A depository for John Dalton's personal artwork. Studio Artist, MSG, procedural art, WMF, digital painting, image processing, human vision, digital art, slit scan, photo mosaic, artistic software, video effects, computer painting, fractals, generative drawing, paint animation, halftoning, video effects, photo manipulation, modular visual synthesis, auto-rotoscoping, directed evolution, computational creativity, artificial intelligence, generative ai, style transfer, latent diffusion
Sunday, May 10, 2020
The coronavirus saga - chapter 2
Two years later, a second visitor named C/2019 Q4 arrived from outside of our solar system. Perhaps from some other place in our galaxy. Or beyond.
And it's fascinating because no one had bothered to visit in at least hundreds of years. Maybe never. And now exactly 2 years later after our first strange visitor, a second one arrived.
Saturday, May 9, 2020
My Plague Year, a57
So, how well have we done? Well, abysmally. Prepare for a wild ride. In my plague year.
A leaked report from the CDC suggested that, rather than moving in the right direction, the death totals were likely to get considerably worse very fast — with an average of about 3,000 deaths (and 200,000 new cases) a day as soon as June 1.
The median projection — 3,000 deaths a day, as soon as the end of this month — is quite horrific, a 50 percent increase above our current peak. But for the lifetime of the model’s projections, no single day of data came anywhere close to as low as the median prediction. For the last two weeks, with the country’s infection and death rates shaped profoundly by social distancing and shelter-at-home orders, the results have fallen at or above the model’s 75th-percentile projection. That percentile, on June 1, yields a projection of more than 7,500 deaths every day.
For most of the lifetime of the model, when the data reflected fewer lockdowns and less social distancing — that is, when it reflected conditions more like the ones we are going to see more of going forward — daily deaths fell at or above the 97th-percentile projection. For June 1, that projection is for 15,000 deaths every day. If that rate held for a month, it would produce 750,000 deaths just in June.
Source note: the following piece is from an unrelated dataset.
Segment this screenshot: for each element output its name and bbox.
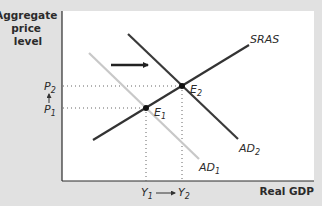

A leaked report from the CDC suggested that, rather than moving in the right direction, the death totals were likely to get considerably worse very fast — with an average of about 3,000 deaths (and 200,000 new cases) a day as soon as June 1.
The median projection — 3,000 deaths a day, as soon as the end of this month — is quite horrific, a 50 percent increase above our current peak. But for the lifetime of the model’s projections, no single day of data came anywhere close to as low as the median prediction. For the last two weeks, with the country’s infection and death rates shaped profoundly by social distancing and shelter-at-home orders, the results have fallen at or above the model’s 75th-percentile projection. That percentile, on June 1, yields a projection of more than 7,500 deaths every day.
For most of the lifetime of the model, when the data reflected fewer lockdowns and less social distancing — that is, when it reflected conditions more like the ones we are going to see more of going forward — daily deaths fell at or above the 97th-percentile projection. For June 1, that projection is for 15,000 deaths every day. If that rate held for a month, it would produce 750,000 deaths just in June.
The coronavirus saga - chapter 1
This series of posts are screen captures of a telling of our current era written in the future. If you don't understand how that could possibly work you really need to rush out and read a copy of William Gibson's novel 'The Peripheral'
Let the story begin.
Friday, May 8, 2020
My Plague Year, a56
Loving quick editing dynamic brush effects. Fixing the embedded bezier interpolation for these kinds of dynamic paint effects has also lead to a whole new set of Studio Artist features. In my plague year.
a Portrait of Devastation
The last time the economy was in free fall, I wrote this: “The economy is unraveling so fast as to defy analysis through the usual statistical models. Among the phrases found in normally sober reports from the nation’s top economic forecasters yesterday: ‘god-awful,’ ‘wholesale capitulation,’ ‘shockingly weak’ and ‘indescribably terrible.’”
That jobs report, from November 2008, indicated that employers had cut 533,000 jobs. Analysts expect the April 2020 job losses to be 41 times worse.
That jobs report, from November 2008, indicated that employers had cut 533,000 jobs. Analysts expect the April 2020 job losses to be 41 times worse.
Thursday, May 7, 2020
The age of misinformation
Great quote from the Guardian today. Praising social media companies, “is like praising Philip Morris for putting filters on cigarettes.” And of course let's not forget the great misinformer himself.